Biopunk, This is Not: Leaving Cyberpunk's Shadow


 Repost from my old substack I had. I deleted it because, honestly, it was too much for what my main purpose for what I need.

So I am going to be re-posting old stuff here.

Bio-observance, Not Biopunk.



Alone in the Void setting has been one that I have been hoping on and off of for the last ten years, with some of the original documents from when I was planning on it being a TTRPG setting being lost to time (aka I can’t find the fucking USB which has the files).

In the original iteration, it was supposed to have some surface level cyberpunk elements, however over time that part got pulled out. I don’t know why at the time, but I think it felt like it limited the setting versus enhancing it, and my passions (nature, conservation, and biology) did not line up with it. 

However, the removal of the cyberpunk themes left the body of the setting without a skeleton to mold itself around, leaving a lump of flesh on the ground held together by skin in the end. 

The logical option would be biopunk, however currently this subgenre is much like diesel-, solar-, and steam-punk subgenres: aesthetics without any substance. All skin, no flesh, no bone.

My next thought was to build what biopunk should be: a rebellion and critique of a system.

However, this setting is not about rebellion about such a system, because there is no singular system to critique here, especially one such as above. 

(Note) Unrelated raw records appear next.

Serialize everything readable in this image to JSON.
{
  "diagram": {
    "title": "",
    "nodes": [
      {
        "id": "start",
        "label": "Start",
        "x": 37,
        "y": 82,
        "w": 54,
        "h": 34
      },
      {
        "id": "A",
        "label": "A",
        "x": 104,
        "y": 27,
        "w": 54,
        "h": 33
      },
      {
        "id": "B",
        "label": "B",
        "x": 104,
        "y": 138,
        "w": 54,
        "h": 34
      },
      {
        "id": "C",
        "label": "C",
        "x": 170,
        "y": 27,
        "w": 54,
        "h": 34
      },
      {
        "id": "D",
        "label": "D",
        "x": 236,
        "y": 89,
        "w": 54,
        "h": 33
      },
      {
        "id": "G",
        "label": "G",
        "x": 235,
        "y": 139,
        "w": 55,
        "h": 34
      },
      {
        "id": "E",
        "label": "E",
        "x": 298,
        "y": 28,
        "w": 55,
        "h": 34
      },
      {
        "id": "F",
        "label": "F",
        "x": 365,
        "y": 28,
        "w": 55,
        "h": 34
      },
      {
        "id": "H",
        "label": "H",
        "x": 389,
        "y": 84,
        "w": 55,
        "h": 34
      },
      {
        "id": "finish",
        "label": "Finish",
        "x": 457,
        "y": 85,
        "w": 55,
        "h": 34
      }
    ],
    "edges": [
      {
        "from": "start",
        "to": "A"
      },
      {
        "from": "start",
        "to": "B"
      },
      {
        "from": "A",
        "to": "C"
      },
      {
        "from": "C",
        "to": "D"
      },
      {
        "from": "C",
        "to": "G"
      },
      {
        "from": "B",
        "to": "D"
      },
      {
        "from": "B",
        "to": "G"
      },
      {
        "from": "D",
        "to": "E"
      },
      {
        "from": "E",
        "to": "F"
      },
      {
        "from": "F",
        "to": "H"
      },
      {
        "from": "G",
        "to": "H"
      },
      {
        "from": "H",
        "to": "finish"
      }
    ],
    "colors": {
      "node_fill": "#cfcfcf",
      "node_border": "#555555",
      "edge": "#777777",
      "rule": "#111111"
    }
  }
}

There is a military with governments attached on Luna (which while paranoid, is trying its best to maintain and protect humanity. What that means? It depends on the faction in charge), there are syndicalist unions on Mercury (which bicker among each other but hate everyone else not from Mercury more), that are remnant nation-states in the sky cities on Venus (which jerk off about great and influential they are, but are just jokes among the Inner Solar System, pretty much glorified reservations for cultures of an Earth that no longer exists),  there are the thousands of city-states on Mars (this place resembles Earth the most with it bickering except on a less grander scale), and there are the thousands of city-habitats in around the inner solar system who pretty much practice a resemblance of autarky out of necessity with how big space is.

As you can see, there is no need for rebellion in this world for there is no singular system to rebel against.

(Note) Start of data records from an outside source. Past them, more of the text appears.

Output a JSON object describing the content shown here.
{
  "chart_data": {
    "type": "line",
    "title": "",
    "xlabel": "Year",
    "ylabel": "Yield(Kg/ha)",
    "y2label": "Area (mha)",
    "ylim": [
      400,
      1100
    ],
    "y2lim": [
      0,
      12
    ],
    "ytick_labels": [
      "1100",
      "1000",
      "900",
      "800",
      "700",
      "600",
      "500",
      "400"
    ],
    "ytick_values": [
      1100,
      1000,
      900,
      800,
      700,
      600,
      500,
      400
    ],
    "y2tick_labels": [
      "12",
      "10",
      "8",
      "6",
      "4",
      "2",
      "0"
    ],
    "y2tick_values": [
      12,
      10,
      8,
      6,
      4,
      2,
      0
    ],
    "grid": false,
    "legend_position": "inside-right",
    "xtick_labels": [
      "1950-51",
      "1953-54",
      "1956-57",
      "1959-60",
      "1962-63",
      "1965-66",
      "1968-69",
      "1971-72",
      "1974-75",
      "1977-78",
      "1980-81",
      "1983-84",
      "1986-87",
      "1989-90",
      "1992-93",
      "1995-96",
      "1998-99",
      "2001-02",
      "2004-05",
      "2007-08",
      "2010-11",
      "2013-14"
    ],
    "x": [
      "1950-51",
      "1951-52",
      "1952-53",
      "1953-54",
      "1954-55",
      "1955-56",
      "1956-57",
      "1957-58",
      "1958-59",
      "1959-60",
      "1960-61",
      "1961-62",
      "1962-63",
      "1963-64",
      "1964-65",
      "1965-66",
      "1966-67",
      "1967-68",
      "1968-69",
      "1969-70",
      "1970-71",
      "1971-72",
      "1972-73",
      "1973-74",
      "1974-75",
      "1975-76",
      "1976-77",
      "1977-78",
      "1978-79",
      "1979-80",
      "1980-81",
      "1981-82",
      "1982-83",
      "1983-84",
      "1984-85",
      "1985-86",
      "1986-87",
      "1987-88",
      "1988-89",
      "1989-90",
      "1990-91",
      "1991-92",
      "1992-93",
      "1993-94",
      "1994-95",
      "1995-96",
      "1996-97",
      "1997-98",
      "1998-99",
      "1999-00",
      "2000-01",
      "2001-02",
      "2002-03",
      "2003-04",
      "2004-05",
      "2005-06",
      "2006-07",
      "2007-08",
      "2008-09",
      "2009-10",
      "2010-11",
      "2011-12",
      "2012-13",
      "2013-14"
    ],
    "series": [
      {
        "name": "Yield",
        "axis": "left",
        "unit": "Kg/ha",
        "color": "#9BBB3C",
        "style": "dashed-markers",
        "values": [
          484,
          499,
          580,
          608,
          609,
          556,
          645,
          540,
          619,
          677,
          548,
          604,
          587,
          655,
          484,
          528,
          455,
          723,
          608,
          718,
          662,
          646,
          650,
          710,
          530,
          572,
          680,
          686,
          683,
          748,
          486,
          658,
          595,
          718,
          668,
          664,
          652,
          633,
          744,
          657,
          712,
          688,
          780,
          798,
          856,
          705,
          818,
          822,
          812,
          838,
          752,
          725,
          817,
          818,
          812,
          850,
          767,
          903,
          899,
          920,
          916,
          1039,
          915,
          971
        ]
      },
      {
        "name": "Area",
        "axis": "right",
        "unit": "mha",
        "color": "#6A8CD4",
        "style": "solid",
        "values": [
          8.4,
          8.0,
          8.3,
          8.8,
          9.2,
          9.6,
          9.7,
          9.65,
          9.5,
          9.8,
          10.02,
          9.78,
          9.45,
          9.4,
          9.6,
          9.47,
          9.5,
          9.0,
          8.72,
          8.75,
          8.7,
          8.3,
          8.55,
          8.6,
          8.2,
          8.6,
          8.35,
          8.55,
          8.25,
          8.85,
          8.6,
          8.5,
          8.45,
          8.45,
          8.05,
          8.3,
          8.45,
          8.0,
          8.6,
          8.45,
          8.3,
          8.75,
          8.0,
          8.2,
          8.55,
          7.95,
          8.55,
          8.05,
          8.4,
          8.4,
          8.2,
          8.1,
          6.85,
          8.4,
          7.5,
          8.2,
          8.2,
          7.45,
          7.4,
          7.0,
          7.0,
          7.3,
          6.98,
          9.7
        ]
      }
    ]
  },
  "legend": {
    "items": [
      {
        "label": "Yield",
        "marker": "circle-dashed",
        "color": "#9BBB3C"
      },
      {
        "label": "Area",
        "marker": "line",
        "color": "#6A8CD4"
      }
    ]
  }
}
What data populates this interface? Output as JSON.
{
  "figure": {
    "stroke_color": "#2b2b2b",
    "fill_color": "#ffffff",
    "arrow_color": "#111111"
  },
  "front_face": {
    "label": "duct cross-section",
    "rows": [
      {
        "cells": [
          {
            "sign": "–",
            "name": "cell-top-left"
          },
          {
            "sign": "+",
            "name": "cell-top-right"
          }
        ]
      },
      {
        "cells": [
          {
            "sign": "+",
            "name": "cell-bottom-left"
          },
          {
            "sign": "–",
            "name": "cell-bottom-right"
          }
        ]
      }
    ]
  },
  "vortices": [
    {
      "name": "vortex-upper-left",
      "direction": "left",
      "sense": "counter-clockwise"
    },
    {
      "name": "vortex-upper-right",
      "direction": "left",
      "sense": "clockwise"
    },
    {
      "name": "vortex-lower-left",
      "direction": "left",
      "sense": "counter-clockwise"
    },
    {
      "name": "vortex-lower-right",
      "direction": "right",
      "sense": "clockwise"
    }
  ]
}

This setting, and its stories, are just reflections of what is going on in the world in which these characters live in a world that is post-post apocalypse.

A setting in which the vast, vast majority of the biosphere and humanity has been wiped out, the survivors taking only what they can on their thousands of rockets into space, and having to use extreme amounts of biological constructs, and genetic engineering to keep some resemblance of a modern society going when humanity does not have an entire planet’s industrial base at their disposal, and a large amount of people are dead.

These Great Filters that humanity went through forced it to evolve or change on multiple levels, from industrial to social to psychological to ultimately biological as the time goes forward, and some humans desire to leave the inner solar system entirely (on better terms than the Exites at least) to colonize beyond the belt. 

 
Alone in the Void is not biopunk, just an observation to a biosphere level extinction event, and the evolution of humanity and remaining biosphere on a societal, psychological, and biological levels.